Commander Takes Responsibility for Confusion Over Aircraft Carrier

The New York Times

The Pentagon’s top commander in the Pacific accepted full responsibility on Wednesday for a bewildering chain of events this month that mistakenly left the impression that the aircraft carrier Carl Vinson was rushing to confront an increasingly belligerent North Korea, when it was not.

“That’s my fault for the confusion,” the officer, Adm. Harry B. Harris Jr., told the House Armed Services Committee during a hearing on security challenges in the region. “I’ll take the hit for it.”

Admiral Harris, the head of the Pacific Command, ordered the Carl Vinson and three other warships this month to cancel a port call to Australia and “sail north” from Singapore into the western Pacific. An ill-timed news release by the Navy’s Third Fleet created the impression that the carrier was headed north immediately, but in reality it was steaming south to join the Australian Navy in a secretive, truncated exercise in the Indian Ocean, 3,500 miles southwest of the Korean Peninsula.

“Where I failed was to communicate that adequately to the press and the media,” Admiral Harris said in response to a question from Representative Salud Carbajal, a California Democrat. “That is all on me.”

South Korean and Japanese news media, as well as The New York Times, reported Admiral Harris’s order as evidence that the crisis was intensifying. While an aircraft carrier is not the weapon of choice for a strike on North Korea — such an operation would more likely involve long-range bombers and cruise missiles — it sends a vivid message of military might.

The confusing sequence of events — including a partially erroneous explanation later by Defense Secretary Jim Mattis — were only fully revealed about a week later when the Navy posted photographs of the carrier sailing south through the Sunda Strait, which separates the Indonesian islands of Java and Sumatra.

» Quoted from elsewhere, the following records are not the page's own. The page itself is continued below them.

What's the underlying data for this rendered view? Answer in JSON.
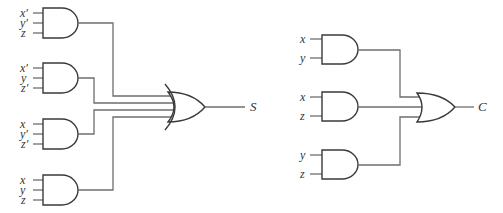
{
  "diagram": {
    "title": "",
    "circuits": [
      {
        "name": "sum-circuit",
        "output_label": "S",
        "and_gates": [
          {
            "inputs": [
              "x′",
              "y′",
              "z"
            ]
          },
          {
            "inputs": [
              "x′",
              "y",
              "z′"
            ]
          },
          {
            "inputs": [
              "x",
              "y′",
              "z′"
            ]
          },
          {
            "inputs": [
              "x",
              "y",
              "z"
            ]
          }
        ],
        "or_gate": {
          "inputs": 4,
          "output": "S"
        }
      },
      {
        "name": "carry-circuit",
        "output_label": "C",
        "and_gates": [
          {
            "inputs": [
              "x",
              "y"
            ]
          },
          {
            "inputs": [
              "x",
              "z"
            ]
          },
          {
            "inputs": [
              "y",
              "z"
            ]
          }
        ],
        "or_gate": {
          "inputs": 3,
          "output": "C"
        }
      }
    ]
  }
}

The string of errors surprised Admiral Harris’s bosses at the Pentagon, upset edgy allies and caught the White House flat-footed — especially after President Trump said an “armada” was racing toward the impending crisis.

By this week, the Carl Vinson had finally turned north and was conducting exercises with the Japanese Navy in the Philippine Sea. Admiral Harris said the Carl Vinson — a Nimitz-class nuclear-powered carrier and its strike force, two destroyers and one cruiser — would continue steaming north, toward the Korean Peninsula, but did not specify exactly when it would be there. Other officials said it was likely to arrive later this week.

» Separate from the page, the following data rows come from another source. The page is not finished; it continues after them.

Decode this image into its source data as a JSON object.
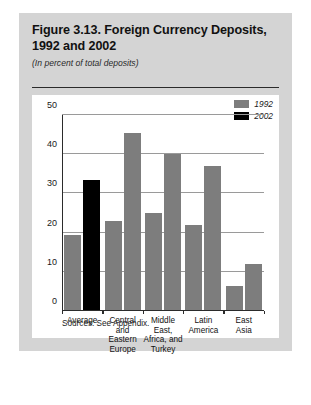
{
  "figure": {
    "title": "Figure 3.13. Foreign Currency Deposits, 1992 and 2002",
    "subtitle": "(In percent of total deposits)",
    "source": "Sources: See Appendix."
  },
  "colors": {
    "panel_background": "#d4d4d4",
    "card_background": "#ffffff",
    "series_1992": "#7d7d7d",
    "series_1992_average": "#3a3a3a",
    "series_2002": "#000000",
    "gridline": "#9a9a9a",
    "axis": "#2b2b2b",
    "text": "#111111"
  },
  "chart_data": {
    "type": "bar",
    "title": "Figure 3.13. Foreign Currency Deposits, 1992 and 2002",
    "subtitle": "(In percent of total deposits)",
    "xlabel": "",
    "ylabel": "",
    "ylim": [
      0,
      50
    ],
    "yticks": [
      0,
      10,
      20,
      30,
      40,
      50
    ],
    "ytick_labels": [
      "0",
      "10",
      "20",
      "30",
      "40",
      "50"
    ],
    "grid": true,
    "legend_position": "top-right",
    "categories": [
      "Average",
      "Central\nand\nEastern\nEurope",
      "Middle\nEast,\nAfrica, and\nTurkey",
      "Latin\nAmerica",
      "East\nAsia"
    ],
    "series": [
      {
        "name": "1992",
        "values": [
          19.5,
          23.0,
          25.0,
          22.0,
          6.5
        ]
      },
      {
        "name": "2002",
        "values": [
          33.5,
          45.5,
          40.0,
          37.0,
          12.0
        ]
      }
    ]
  }
}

Other American and ally ships are already on station in the region as a military deterrent. A Navy destroyer, the Wayne E. Meyer, started maritime exercises on Tuesday with a South Korean destroyer in the Yellow Sea, west of the Korean Peninsula, according to the United States Seventh Fleet.

Separately, another American destroyer, the Fitzgerald, was conducting drills with a Japanese destroyer in the Sea of Japan, east of the Korean Peninsula, the Navy said. Earlier in the week, in an unusual announcement, the Navy said the Michigan, an Ohio-class guided-missile submarine, arrived in Busan, South Korea, for a port call.

“This is a show of solidarity with our South Korean allies and a flexible deterrent show of force to North Korea should they consider using force against South Korea,” Admiral Harris said.

Asked how long it would take fighter jets aboard the Carl Vinson to reach North Korea from the ship’s current location in the Philippine Sea, Admiral Harris said, “About two hours.”

The Carl Vinson, the admiral said, is now “in striking range, in projection range, of North Korea, if called upon to do that.”